Product Description
This book provides a sampling of poems written in exile from 1986 to 1994, drawn from my previous books, "After the Silence," "Sorrow of the Border," and 'Poems of Venice." It covers both periods of my life in America, when I was still rummaging in the ruins of the lost revolution in my homeland, Iran, and when I finally came to terms with my new situation in Los Angeles. A postscript added to the poems describes these changes in detail.
From the Publisher
The poetry of "Muddy Shoes" is born of great suffering yet affirms deep dignity and respect for that wider experience of the world, brought here through danger and carved out of solitude and reflection. Tragically, we are seldom allowed to hear or see such things, blocked from sensing the reality of other countries, knowledges, forms of speech; when these are allowed in or come in, they are, without recourse, smoothed out, conquered if you will, without mercy.
Naficy, as a poet of Los Angeles, suggests a new route, and this one to freedom. Is it Los Angeles that has enabled a writer to deal with such issues esthetically, and with such determination? Is this special impetus capable perhaps of being born only here? Privacy and separateness preserve the otherness and beauty necessary for culture, but they also propel the meaningfulness of speech. Naficy brings these as a gift, together and simultaneously, to the table of our common language.
Who but a poet could halt devouring movement or place into motion inert rock? By being wiling to come forth in an unorthodox way, and speak of things so alienable in a life rendered fast and hollow, Naficy exemplifies a new attentiveness, a new fearlessness. The world is far bigger than "America," and, absolutely, Los Angeles. The poet shows a way to attend to this world we as a plural people embody and inhabit, yet seemingly have forgotten to heed.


Beneath this sentence is a listing. Return its lines from the one containing "At what (x,y)" through the last, exactly, and omit the pictures.

------------------------------------------------

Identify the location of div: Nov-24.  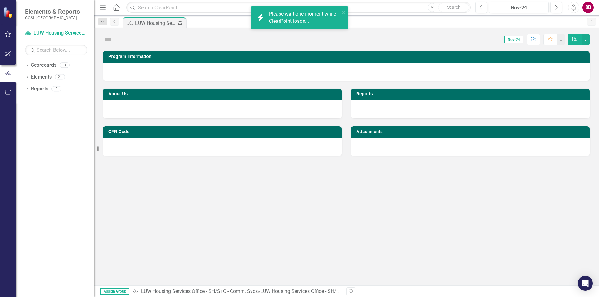
(519, 8).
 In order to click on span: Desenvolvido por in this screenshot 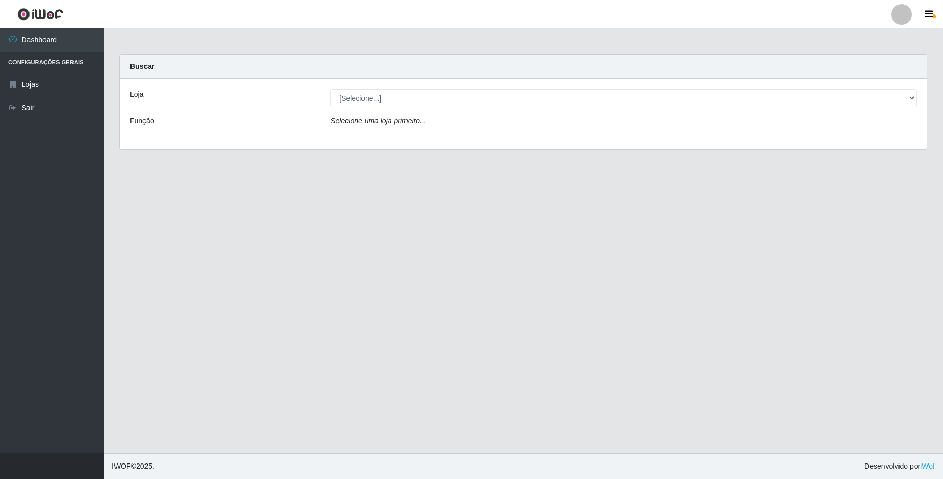, I will do `click(900, 466)`.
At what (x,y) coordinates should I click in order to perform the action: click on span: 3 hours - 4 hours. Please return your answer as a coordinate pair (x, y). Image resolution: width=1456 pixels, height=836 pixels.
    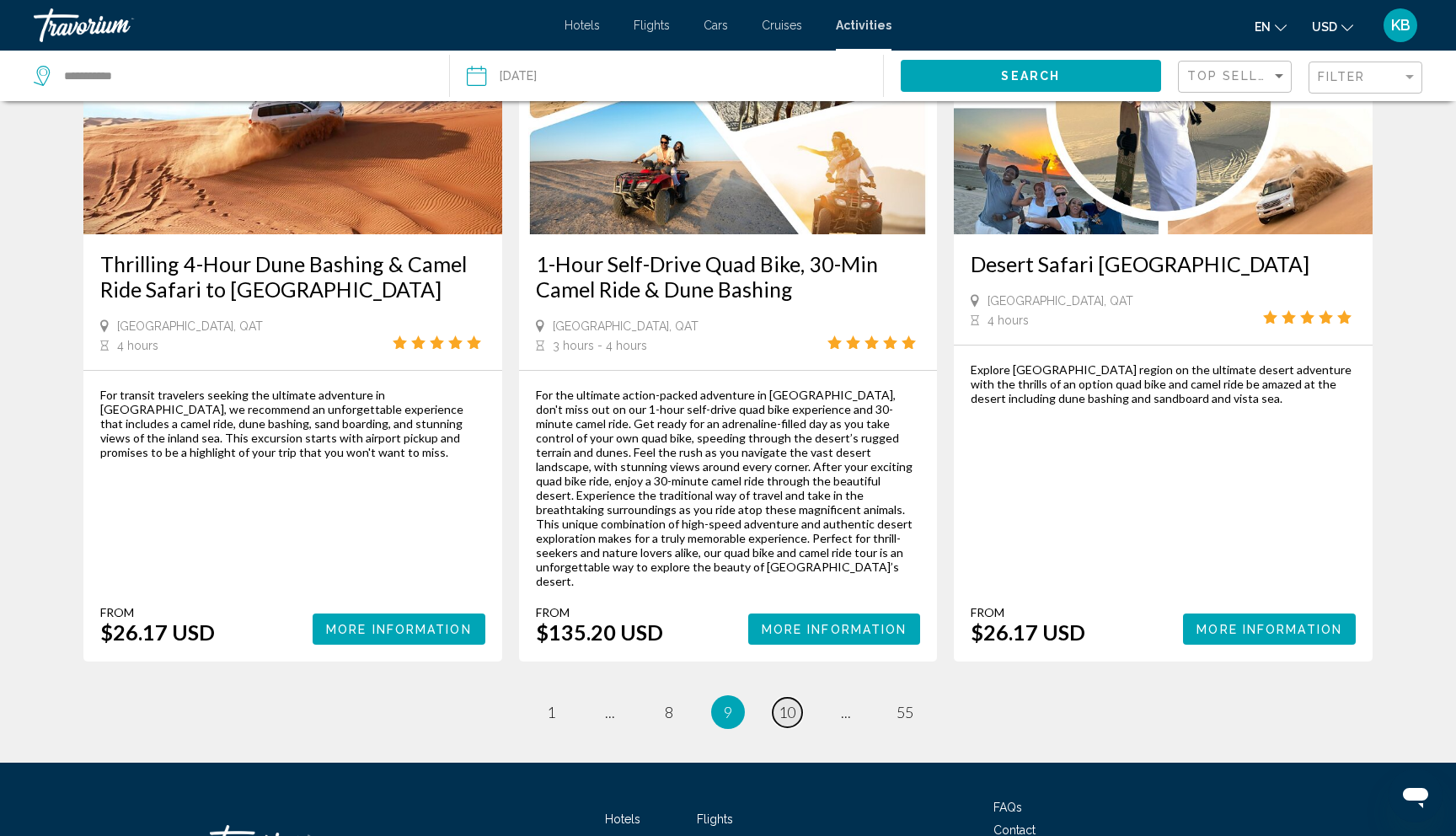
    Looking at the image, I should click on (600, 346).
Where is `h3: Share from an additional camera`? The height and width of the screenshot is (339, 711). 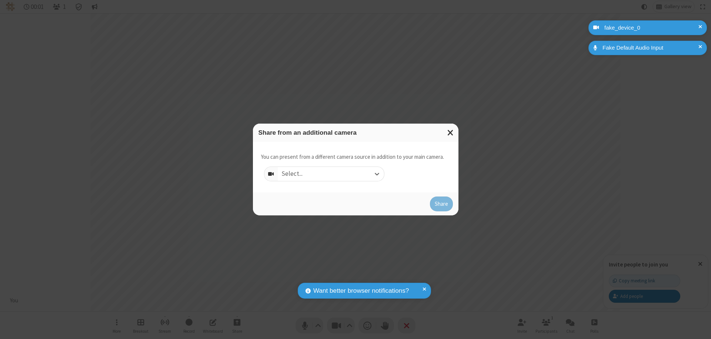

------------------------------------------------

**RESULT OF THE EXERCISE**
At what (x,y) coordinates should I click in order to perform the action: click on span: 3 hours - 4 hours. Please return your answer as a coordinate pair (x, y). Image resolution: width=1456 pixels, height=836 pixels.
    Looking at the image, I should click on (600, 346).
Where is `h3: Share from an additional camera`? The height and width of the screenshot is (339, 711). 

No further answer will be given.